▶ TASK GOAL
Everything from the line holding "The image size" through the last line of the data, and nothing else, should be retyped exactly, with no pictures.

▶ GIVEN INFORMATION

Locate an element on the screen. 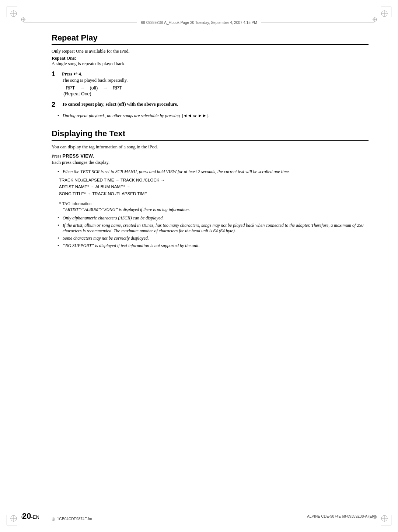  step-1-desc: The song is played back repeatedly. is located at coordinates (215, 80).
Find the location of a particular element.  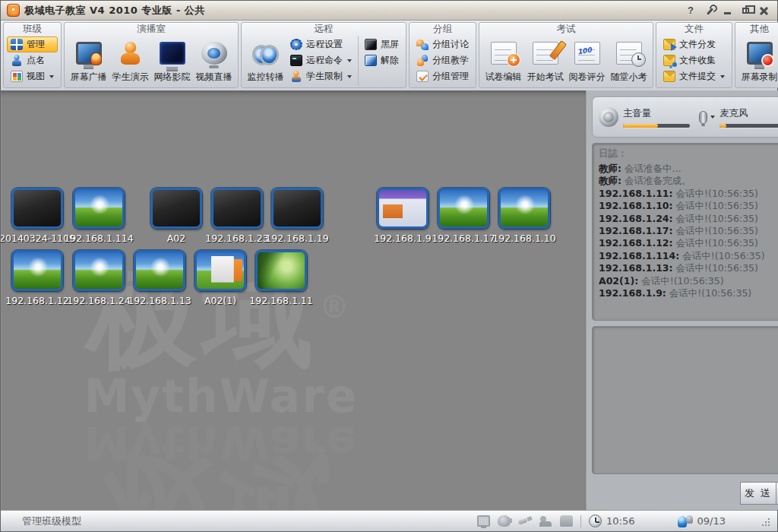

log-entry-message: 会话准备中... is located at coordinates (653, 169).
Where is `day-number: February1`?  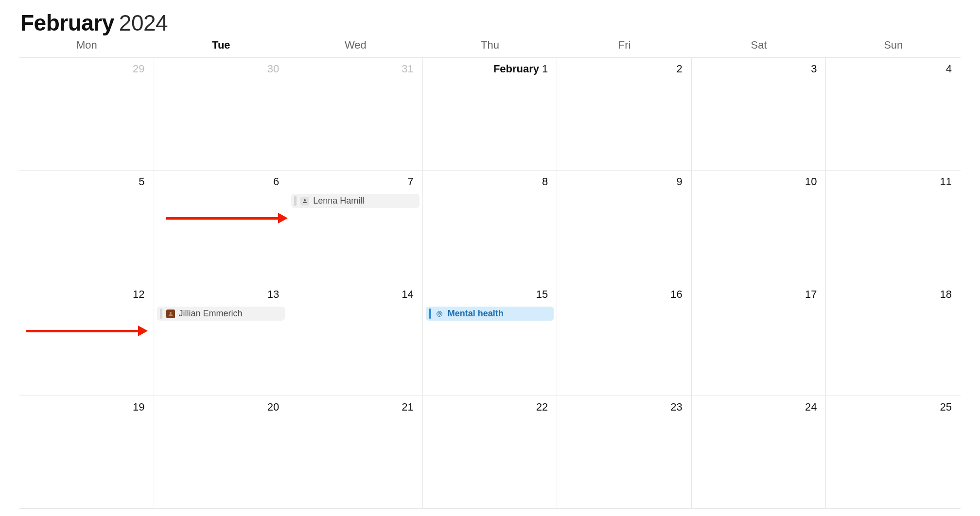 day-number: February1 is located at coordinates (521, 69).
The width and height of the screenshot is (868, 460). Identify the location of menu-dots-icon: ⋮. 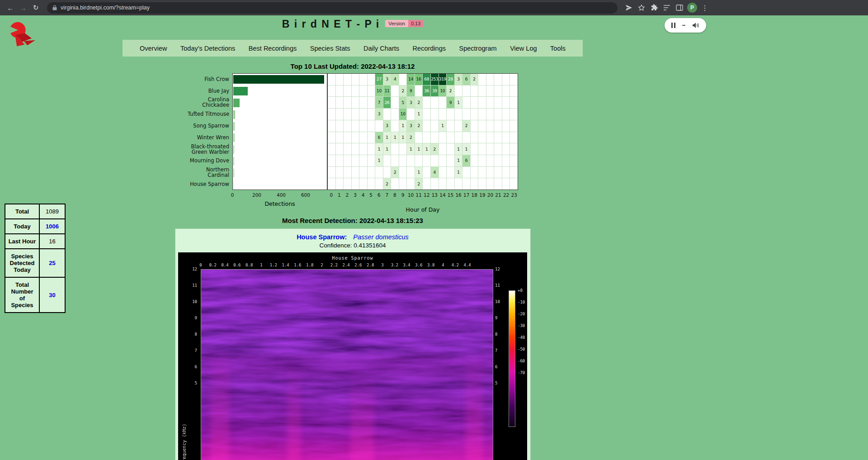
(705, 8).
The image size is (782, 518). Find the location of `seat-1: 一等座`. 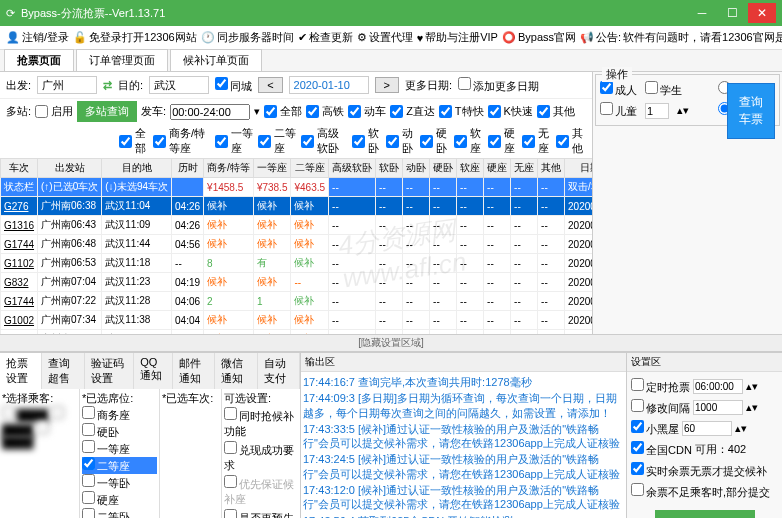

seat-1: 一等座 is located at coordinates (234, 141).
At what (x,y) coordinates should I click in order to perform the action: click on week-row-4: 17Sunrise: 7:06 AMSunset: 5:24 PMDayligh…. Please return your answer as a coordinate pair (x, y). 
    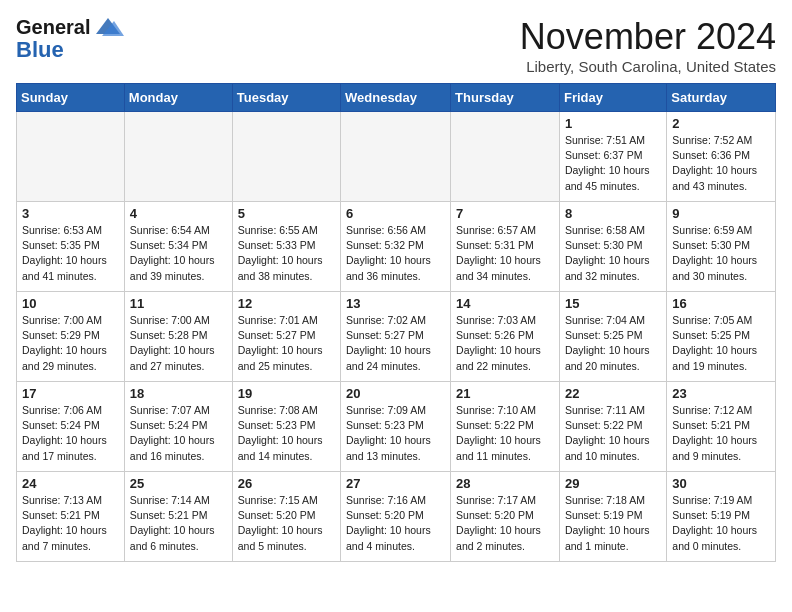
    Looking at the image, I should click on (396, 427).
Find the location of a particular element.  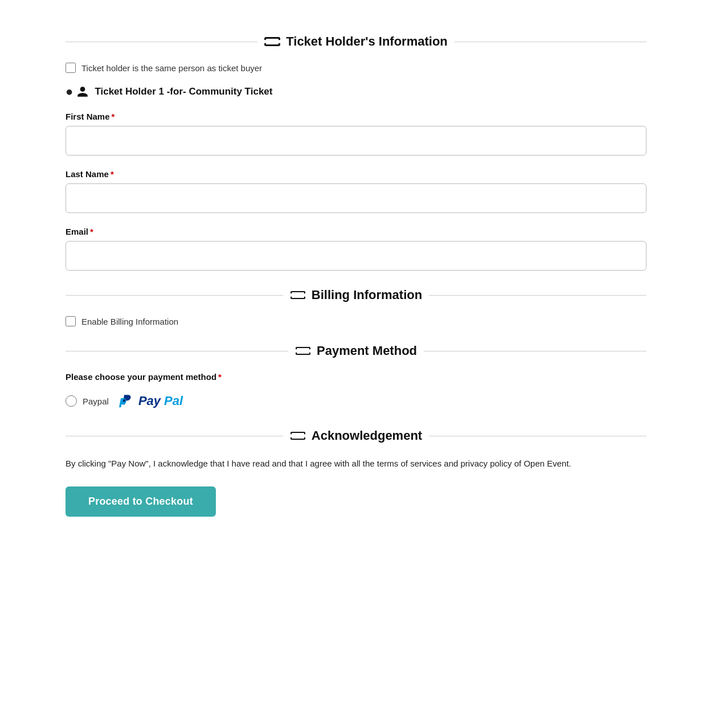

enable-billing-checkbox is located at coordinates (71, 321).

▶ SOLUTION BELOW
The image size is (782, 518). Find the location of `seat-1: 一等座`. 

seat-1: 一等座 is located at coordinates (234, 141).
At what (x,y) coordinates should I click in order to perform the action: click on week-row-4: 17Sunrise: 7:06 AMSunset: 5:24 PMDayligh…. Please return your answer as a coordinate pair (x, y). 
    Looking at the image, I should click on (396, 427).
Find the location of a particular element.  

enable-billing-checkbox is located at coordinates (71, 321).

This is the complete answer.